So, the expected other shoe drops. Classic license is discontinued?

with the free SketchUp Viewer.

you seem mighty sure that will even be available in a decade

probaly because it’s available to download from lots of websites already.

You can keep and use your current 2020 Pro License.

However, what happens when you have to buy a new computer? You wont be able to install your current Pro Licenses for 2020 or previous versions. How will people who test, troubleshoot, support users, participate in forums be able to continue providing this service for older versions?

Also, for extension developers, consider their need to support their customer’s who are running older versions. What will happen to their existing revenue source?

If a version is active, you can move it anywhere. I still have an old active version 8 (That was Windows only, btw) I always remove it, to try on different machines…

1 Like

@ Mike:
Can explain? I thought you had to have the installer.exe for a particular version available locally.

Of course, you would need the installer file (I keep a copy on Trimble Connect :slight_smile:

No one from Trimble is listening, so let’s all boycott the sub, and keep on with the relatively functional version we have for 3-5 years until the software no longer works on our hardware.

4 or 5 years of reduced maintenance revenue for Trimble will send a clear message.

I remember the last big uproar, SketchUp at first had a few persons engaging and commenting on a couple of gripes & queries, but it tapered off rather quick and in the end there was very little input from them on the issue (-s), almost none, until things blew over at that time.

Things seem to be going much the same way right now. If I were a betting man…

I hate to be the one to point this out, but there’s only one round of M+S left, by design, so they’re prepared for that. I’m sure they’re betting on a good number of perpetual licences converting though.

Maybe you’re right. But i was in a rather feeble way trying to cause a revolution.
If we all boycott the subscription…
…that is everyone who is allowed to by their company etc.

The way things are now, even that can be cut off. I downloaded the installer for Mojave a while ago (I don’t want Catalina), but now that I want to run it, it won’t work as apparently a certificate has expired?

I’ve held on to CS6 for as long as possible, but that became problematic, mostly because of Lightroom and current manufacture cameras. I need a Lightroom killer. If CS6 is 32 bit, Catalina will kill that. I also don’t really want Java on my machine anymore.

I have the windows version of Design Standard, so no Lightroom.
The windows version includes the 64bit versions. Switching to a 4K screen would be problematic, because there is no UI scaling in CS6.
I am also using/trying the affinity suite, it’s great for it’s pricepoint and the iPad versions are really great. But Affinity Designer is not a substitute for Illustrator in my case.

One other thing to know about CS6, it’s likely the apps won’t like APFS. Putting the application on an external HFS drive is a work around to that.

Interesting. I guess I hadn’t even stumbled on that as this machine has Sierra on it, and the next machine with High Sierra, I hadn’t even tried to install CS6 on.

I’ve been running CS6 on High Sierra until very recently. All fine.

That’s too bad. I’m looking at their apps as well. While I used to use Illustrator a lot in the early years, I don’t actually use it that much anymore. My CAD program, PowerCADD, is so similar to Illustrator that I mostly just use it for those tasks, like this poster design:

Such a poster design can easily be made in Affinity Designer.
I personally use Live Paint regularly, there isn’t a similar tool in Designer.

I would guess that you could get by with the free Inkscape too

“But Affinity Designer is not a substitute for Illustrator in my case”

But they have a new product in their portfolio: Affinity Publisher. As far as I know, this is comparable to Illustrator.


• **DIRECTIONS**: Every record must be copied exactly. Leave nothing out.

(Dataset rows about figures)
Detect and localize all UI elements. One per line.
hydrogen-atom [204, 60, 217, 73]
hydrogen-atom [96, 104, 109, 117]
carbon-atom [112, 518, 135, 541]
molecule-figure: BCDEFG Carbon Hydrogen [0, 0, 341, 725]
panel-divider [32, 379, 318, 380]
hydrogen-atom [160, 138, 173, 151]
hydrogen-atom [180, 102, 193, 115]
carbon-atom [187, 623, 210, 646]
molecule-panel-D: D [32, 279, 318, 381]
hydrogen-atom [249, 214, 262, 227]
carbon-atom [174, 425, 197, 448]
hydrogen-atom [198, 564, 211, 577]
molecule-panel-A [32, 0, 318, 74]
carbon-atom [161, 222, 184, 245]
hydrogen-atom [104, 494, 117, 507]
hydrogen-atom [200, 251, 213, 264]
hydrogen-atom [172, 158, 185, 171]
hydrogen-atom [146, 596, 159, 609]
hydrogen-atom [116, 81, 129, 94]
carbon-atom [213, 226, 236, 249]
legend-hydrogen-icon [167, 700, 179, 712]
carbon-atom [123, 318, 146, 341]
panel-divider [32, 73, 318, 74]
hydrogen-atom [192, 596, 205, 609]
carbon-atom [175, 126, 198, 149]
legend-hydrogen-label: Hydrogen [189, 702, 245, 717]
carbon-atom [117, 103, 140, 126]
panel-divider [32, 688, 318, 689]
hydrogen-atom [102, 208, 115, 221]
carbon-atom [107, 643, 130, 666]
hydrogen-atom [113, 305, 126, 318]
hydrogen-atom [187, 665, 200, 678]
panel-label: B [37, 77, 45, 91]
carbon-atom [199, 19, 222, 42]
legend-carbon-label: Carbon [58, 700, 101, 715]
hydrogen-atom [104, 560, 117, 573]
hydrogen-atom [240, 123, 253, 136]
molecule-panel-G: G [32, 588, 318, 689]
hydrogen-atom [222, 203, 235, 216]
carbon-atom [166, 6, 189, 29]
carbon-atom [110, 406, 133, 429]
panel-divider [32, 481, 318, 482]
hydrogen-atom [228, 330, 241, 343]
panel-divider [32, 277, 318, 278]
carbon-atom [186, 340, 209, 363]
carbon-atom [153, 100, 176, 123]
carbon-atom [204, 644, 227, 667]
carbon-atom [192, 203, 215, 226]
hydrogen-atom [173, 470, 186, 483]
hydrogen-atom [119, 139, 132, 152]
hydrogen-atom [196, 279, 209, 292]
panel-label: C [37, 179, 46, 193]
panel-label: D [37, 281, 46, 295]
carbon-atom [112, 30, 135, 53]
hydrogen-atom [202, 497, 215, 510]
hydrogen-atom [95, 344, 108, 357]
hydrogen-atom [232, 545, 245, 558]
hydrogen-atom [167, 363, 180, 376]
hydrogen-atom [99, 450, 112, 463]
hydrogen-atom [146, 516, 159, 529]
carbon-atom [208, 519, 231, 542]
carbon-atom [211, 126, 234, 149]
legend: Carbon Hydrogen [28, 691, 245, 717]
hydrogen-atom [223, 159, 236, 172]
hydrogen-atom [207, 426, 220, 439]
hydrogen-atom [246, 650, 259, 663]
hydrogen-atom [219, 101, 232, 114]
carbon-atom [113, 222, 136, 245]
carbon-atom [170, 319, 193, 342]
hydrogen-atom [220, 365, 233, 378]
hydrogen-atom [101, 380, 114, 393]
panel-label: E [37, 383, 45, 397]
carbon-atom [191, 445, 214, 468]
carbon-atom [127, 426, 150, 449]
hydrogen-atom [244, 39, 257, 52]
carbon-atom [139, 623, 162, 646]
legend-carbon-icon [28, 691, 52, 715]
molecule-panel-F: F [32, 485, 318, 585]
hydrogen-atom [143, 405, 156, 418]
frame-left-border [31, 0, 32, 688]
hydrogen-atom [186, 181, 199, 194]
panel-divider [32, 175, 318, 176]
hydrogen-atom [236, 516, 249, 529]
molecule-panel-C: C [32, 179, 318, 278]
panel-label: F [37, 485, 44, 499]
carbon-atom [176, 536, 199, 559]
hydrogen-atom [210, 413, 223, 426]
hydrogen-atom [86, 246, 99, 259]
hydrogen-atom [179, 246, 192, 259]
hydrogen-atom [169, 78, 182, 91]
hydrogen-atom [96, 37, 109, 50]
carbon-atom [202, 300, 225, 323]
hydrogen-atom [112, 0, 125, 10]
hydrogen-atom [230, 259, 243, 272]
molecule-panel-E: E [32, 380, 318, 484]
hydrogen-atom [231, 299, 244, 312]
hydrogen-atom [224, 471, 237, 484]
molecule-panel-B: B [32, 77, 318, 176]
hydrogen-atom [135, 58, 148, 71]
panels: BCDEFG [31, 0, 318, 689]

• **FINISHED TASK**:
Detect and localize all UI elements. One per line.
hydrogen-atom [204, 60, 217, 73]
hydrogen-atom [96, 104, 109, 117]
carbon-atom [112, 518, 135, 541]
molecule-figure: BCDEFG Carbon Hydrogen [0, 0, 341, 725]
panel-divider [32, 379, 318, 380]
hydrogen-atom [160, 138, 173, 151]
hydrogen-atom [180, 102, 193, 115]
carbon-atom [187, 623, 210, 646]
molecule-panel-D: D [32, 279, 318, 381]
hydrogen-atom [249, 214, 262, 227]
carbon-atom [174, 425, 197, 448]
hydrogen-atom [198, 564, 211, 577]
molecule-panel-A [32, 0, 318, 74]
carbon-atom [161, 222, 184, 245]
hydrogen-atom [104, 494, 117, 507]
hydrogen-atom [200, 251, 213, 264]
hydrogen-atom [172, 158, 185, 171]
hydrogen-atom [146, 596, 159, 609]
hydrogen-atom [116, 81, 129, 94]
carbon-atom [213, 226, 236, 249]
legend-hydrogen-icon [167, 700, 179, 712]
carbon-atom [123, 318, 146, 341]
panel-divider [32, 73, 318, 74]
hydrogen-atom [192, 596, 205, 609]
carbon-atom [175, 126, 198, 149]
legend-hydrogen-label: Hydrogen [189, 702, 245, 717]
carbon-atom [117, 103, 140, 126]
panel-divider [32, 688, 318, 689]
hydrogen-atom [102, 208, 115, 221]
carbon-atom [107, 643, 130, 666]
hydrogen-atom [113, 305, 126, 318]
hydrogen-atom [187, 665, 200, 678]
panel-label: B [37, 77, 45, 91]
carbon-atom [199, 19, 222, 42]
legend-carbon-label: Carbon [58, 700, 101, 715]
hydrogen-atom [104, 560, 117, 573]
hydrogen-atom [240, 123, 253, 136]
molecule-panel-G: G [32, 588, 318, 689]
hydrogen-atom [222, 203, 235, 216]
carbon-atom [166, 6, 189, 29]
carbon-atom [110, 406, 133, 429]
panel-divider [32, 481, 318, 482]
hydrogen-atom [228, 330, 241, 343]
panel-divider [32, 277, 318, 278]
carbon-atom [186, 340, 209, 363]
carbon-atom [153, 100, 176, 123]
carbon-atom [204, 644, 227, 667]
carbon-atom [192, 203, 215, 226]
hydrogen-atom [173, 470, 186, 483]
hydrogen-atom [119, 139, 132, 152]
hydrogen-atom [196, 279, 209, 292]
panel-label: C [37, 179, 46, 193]
panel-label: D [37, 281, 46, 295]
carbon-atom [112, 30, 135, 53]
hydrogen-atom [202, 497, 215, 510]
hydrogen-atom [95, 344, 108, 357]
hydrogen-atom [232, 545, 245, 558]
hydrogen-atom [167, 363, 180, 376]
hydrogen-atom [99, 450, 112, 463]
hydrogen-atom [146, 516, 159, 529]
carbon-atom [208, 519, 231, 542]
carbon-atom [211, 126, 234, 149]
legend: Carbon Hydrogen [28, 691, 245, 717]
hydrogen-atom [223, 159, 236, 172]
hydrogen-atom [207, 426, 220, 439]
hydrogen-atom [246, 650, 259, 663]
hydrogen-atom [219, 101, 232, 114]
carbon-atom [113, 222, 136, 245]
carbon-atom [170, 319, 193, 342]
hydrogen-atom [220, 365, 233, 378]
hydrogen-atom [101, 380, 114, 393]
panel-label: E [37, 383, 45, 397]
carbon-atom [191, 445, 214, 468]
carbon-atom [127, 426, 150, 449]
hydrogen-atom [244, 39, 257, 52]
carbon-atom [139, 623, 162, 646]
legend-carbon-icon [28, 691, 52, 715]
molecule-panel-F: F [32, 485, 318, 585]
hydrogen-atom [143, 405, 156, 418]
frame-left-border [31, 0, 32, 688]
hydrogen-atom [186, 181, 199, 194]
panel-divider [32, 175, 318, 176]
hydrogen-atom [236, 516, 249, 529]
molecule-panel-C: C [32, 179, 318, 278]
panel-label: F [37, 485, 44, 499]
carbon-atom [176, 536, 199, 559]
hydrogen-atom [210, 413, 223, 426]
hydrogen-atom [86, 246, 99, 259]
hydrogen-atom [179, 246, 192, 259]
hydrogen-atom [169, 78, 182, 91]
hydrogen-atom [96, 37, 109, 50]
carbon-atom [202, 300, 225, 323]
hydrogen-atom [112, 0, 125, 10]
hydrogen-atom [230, 259, 243, 272]
molecule-panel-E: E [32, 380, 318, 484]
hydrogen-atom [231, 299, 244, 312]
hydrogen-atom [224, 471, 237, 484]
molecule-panel-B: B [32, 77, 318, 176]
hydrogen-atom [135, 58, 148, 71]
panels: BCDEFG [31, 0, 318, 689]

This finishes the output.